If any exception occurs:

  • Laravel rolls back automatically.
  • You don't need manual try/catch.

Manual handling with beginTransaction, commit, and rollback

When I need total control (logs, custom error handling, or notifications), I prefer this option.

use Illuminate\Support\Facades\DB;
DB::beginTransaction();
try {
   $user = User::create($data);
   $user->syncRoles([$data['role']]);
   // otras operaciones críticas...
   DB::commit();
   return $user;
} catch (\Exception $e) {
   DB::rollback();
   throw $e;
}

This approach has been useful for me when I need to log specific errors before rolling back changes.

Transactions using Eloquent models

A key advantage is that transactions work perfectly with Eloquent relationships:

DB::transaction(function () {
   $user = User::create([
       'name' => 'John Doe',
       'email' => 'john@example.com',
   ]);
   $user->profile()->create([
       'bio' => 'Perfil creado dentro de la transacción',
   ]);
});

If the profile fails, the user is not saved.

Common use cases for transactional operations

Creation of orders and products

  • Order
  • Details
  • Inventory deduction

Payments and inventory

On more than one occasion, I detected negative stock only after correctly implementing transactions.
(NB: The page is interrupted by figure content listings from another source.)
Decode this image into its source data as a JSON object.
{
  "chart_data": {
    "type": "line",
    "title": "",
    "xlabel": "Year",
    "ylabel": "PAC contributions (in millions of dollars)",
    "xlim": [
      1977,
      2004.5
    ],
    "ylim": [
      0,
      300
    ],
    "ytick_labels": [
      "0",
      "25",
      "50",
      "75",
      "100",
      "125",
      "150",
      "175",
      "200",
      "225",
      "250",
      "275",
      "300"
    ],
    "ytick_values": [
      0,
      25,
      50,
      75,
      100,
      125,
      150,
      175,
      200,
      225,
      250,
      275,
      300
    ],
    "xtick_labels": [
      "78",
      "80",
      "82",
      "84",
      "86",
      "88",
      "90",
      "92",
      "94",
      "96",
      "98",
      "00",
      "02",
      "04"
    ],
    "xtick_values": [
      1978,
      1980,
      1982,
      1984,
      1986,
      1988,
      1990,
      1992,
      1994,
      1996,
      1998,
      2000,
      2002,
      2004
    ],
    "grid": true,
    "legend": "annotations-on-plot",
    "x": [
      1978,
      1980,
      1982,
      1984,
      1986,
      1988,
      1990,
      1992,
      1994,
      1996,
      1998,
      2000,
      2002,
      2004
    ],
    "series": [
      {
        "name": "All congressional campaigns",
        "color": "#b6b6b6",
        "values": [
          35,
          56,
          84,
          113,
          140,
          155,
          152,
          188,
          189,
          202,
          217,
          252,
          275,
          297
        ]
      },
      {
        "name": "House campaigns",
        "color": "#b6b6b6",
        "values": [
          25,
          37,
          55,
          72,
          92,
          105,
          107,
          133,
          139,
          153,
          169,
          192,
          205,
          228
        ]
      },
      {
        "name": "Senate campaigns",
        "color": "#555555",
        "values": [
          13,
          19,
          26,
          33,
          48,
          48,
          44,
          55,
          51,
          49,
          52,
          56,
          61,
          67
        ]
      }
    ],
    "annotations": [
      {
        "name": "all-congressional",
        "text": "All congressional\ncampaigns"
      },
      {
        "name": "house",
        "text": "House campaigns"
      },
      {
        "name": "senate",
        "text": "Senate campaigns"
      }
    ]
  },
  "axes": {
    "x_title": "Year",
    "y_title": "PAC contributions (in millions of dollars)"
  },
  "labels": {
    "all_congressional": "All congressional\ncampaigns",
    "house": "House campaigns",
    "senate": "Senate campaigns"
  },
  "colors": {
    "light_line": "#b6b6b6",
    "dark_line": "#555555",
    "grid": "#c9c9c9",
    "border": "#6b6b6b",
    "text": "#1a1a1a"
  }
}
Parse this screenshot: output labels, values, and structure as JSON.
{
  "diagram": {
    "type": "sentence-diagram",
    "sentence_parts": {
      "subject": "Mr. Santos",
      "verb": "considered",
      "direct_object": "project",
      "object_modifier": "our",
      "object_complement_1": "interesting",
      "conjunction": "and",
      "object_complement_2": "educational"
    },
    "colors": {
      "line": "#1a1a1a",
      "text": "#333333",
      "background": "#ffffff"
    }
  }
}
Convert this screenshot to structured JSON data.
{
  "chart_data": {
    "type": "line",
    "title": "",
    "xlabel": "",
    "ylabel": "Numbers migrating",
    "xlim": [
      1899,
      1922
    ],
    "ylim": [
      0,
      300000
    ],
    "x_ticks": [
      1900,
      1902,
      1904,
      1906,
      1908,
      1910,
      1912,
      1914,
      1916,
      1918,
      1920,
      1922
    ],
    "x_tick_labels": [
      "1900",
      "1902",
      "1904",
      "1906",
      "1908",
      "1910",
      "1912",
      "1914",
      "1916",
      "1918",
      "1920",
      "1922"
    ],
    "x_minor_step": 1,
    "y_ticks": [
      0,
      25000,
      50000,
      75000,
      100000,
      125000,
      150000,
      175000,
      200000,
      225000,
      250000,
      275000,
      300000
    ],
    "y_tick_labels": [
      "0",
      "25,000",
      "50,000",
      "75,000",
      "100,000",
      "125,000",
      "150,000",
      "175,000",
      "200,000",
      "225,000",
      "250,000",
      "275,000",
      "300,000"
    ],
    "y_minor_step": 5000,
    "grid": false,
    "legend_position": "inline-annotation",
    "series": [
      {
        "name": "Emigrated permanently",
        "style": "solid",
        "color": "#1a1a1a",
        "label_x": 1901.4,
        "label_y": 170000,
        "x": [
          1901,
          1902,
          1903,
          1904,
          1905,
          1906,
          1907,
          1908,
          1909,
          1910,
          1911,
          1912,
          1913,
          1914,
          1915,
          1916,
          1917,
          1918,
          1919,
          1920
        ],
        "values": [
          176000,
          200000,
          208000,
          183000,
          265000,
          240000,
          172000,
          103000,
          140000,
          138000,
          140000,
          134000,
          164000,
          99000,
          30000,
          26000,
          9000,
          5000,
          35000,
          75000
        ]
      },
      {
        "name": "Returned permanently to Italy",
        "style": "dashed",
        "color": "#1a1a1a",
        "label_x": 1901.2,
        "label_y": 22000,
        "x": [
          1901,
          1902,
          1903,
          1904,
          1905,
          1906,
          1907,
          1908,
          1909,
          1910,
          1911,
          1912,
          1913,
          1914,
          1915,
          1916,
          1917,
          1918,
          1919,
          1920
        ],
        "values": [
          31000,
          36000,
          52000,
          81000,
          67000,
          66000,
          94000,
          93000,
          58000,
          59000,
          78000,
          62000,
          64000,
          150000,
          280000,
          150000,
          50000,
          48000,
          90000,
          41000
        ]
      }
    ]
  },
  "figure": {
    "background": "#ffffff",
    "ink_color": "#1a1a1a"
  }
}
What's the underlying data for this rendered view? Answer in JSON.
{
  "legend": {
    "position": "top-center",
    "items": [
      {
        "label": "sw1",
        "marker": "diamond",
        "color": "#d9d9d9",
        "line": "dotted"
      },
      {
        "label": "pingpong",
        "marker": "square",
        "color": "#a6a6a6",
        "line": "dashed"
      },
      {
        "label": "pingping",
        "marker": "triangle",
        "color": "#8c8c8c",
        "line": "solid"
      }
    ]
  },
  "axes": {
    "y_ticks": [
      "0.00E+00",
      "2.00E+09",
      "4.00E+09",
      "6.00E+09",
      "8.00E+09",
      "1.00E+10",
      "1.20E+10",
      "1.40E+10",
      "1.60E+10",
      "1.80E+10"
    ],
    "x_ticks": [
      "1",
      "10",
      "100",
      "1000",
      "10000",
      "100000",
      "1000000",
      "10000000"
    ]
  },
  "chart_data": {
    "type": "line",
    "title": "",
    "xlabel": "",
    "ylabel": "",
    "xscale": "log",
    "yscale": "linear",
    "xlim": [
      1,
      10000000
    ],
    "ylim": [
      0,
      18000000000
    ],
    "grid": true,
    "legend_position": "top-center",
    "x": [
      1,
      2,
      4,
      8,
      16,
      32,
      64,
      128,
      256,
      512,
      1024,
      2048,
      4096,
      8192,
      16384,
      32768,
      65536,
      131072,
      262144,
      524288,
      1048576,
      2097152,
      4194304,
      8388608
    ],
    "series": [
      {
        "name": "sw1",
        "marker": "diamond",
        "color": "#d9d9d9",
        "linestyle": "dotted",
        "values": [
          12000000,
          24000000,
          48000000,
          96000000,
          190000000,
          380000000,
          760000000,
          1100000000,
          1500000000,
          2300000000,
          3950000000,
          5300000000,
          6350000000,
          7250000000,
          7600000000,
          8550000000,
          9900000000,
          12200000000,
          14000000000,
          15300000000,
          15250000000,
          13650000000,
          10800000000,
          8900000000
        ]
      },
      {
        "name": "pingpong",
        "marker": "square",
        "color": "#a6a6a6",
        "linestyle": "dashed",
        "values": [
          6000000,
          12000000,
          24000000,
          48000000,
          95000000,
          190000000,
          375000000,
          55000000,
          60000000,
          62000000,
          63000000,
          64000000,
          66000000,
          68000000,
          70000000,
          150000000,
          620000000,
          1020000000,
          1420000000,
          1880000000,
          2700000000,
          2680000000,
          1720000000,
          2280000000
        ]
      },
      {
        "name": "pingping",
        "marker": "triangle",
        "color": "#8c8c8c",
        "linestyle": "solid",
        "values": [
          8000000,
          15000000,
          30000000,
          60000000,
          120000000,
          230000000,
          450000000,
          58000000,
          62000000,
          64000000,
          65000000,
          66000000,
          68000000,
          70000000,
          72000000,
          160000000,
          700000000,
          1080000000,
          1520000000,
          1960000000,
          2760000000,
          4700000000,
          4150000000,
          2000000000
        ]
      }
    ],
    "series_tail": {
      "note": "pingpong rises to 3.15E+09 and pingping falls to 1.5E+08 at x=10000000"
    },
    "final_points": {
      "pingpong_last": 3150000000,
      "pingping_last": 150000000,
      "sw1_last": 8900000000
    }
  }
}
Before, the problem existed, it just wasn't visible.

Users, roles, and permissions

Creating a user + assigning roles + sending a notification is a classic flow that must be atomic.

Common mistakes when using transactions in Laravel

Sending emails or events inside the transaction

One of the most common mistakes I've seen:

  • ❌ Sending emails inside the transaction
  • ✅ Triggering events after the commit

Transactions do not control external systems.

Database engines without support

Not all engines support transactions:

✅ InnoDB

❌ MyISAM

This is key: if the engine doesn't support them, the code won't fail… but it won't work as you expect either.

Best practices and advanced considerations

Nested transactions

Laravel supports them, but the outer transaction is the one in charge:

DB::transaction(function () { DB::transaction(function () { // inner transaction }); });
DB::transaction(function () {
   DB::transaction(function () {
       // transacción interna
   });
});

Performance and long queries

A transaction open for a long time:

  • Locks records
  • Reduces concurrency

My rule of thumb: short and precise transactions.

Testing with transactions

In automated tests, transactions are pure gold:

use Illuminate\Foundation\Testing\DatabaseTransactions;
class ExampleTest extends TestCase
{
   use DatabaseTransactions;
}

Each test rolls back changes automatically.

Conclusion

Transactional operations in Laravel are not an extra: they are a necessity when working with real processes. Every time several operations depend on each other, a transaction is the difference between a reliable system and a fragile one.

Since I incorporated them consistently, bugs due to inconsistent data practically disappeared.

We have already learned how to perform many database operations, but it is best to do it optimally, learning how to perform queries with Eloquent efficiently.

We will learn how to use Transactional Operations in the database with Laravel so that we can perform several operations on the same task unit in Laravel.

I agree to receive announcements of interest about this Blog.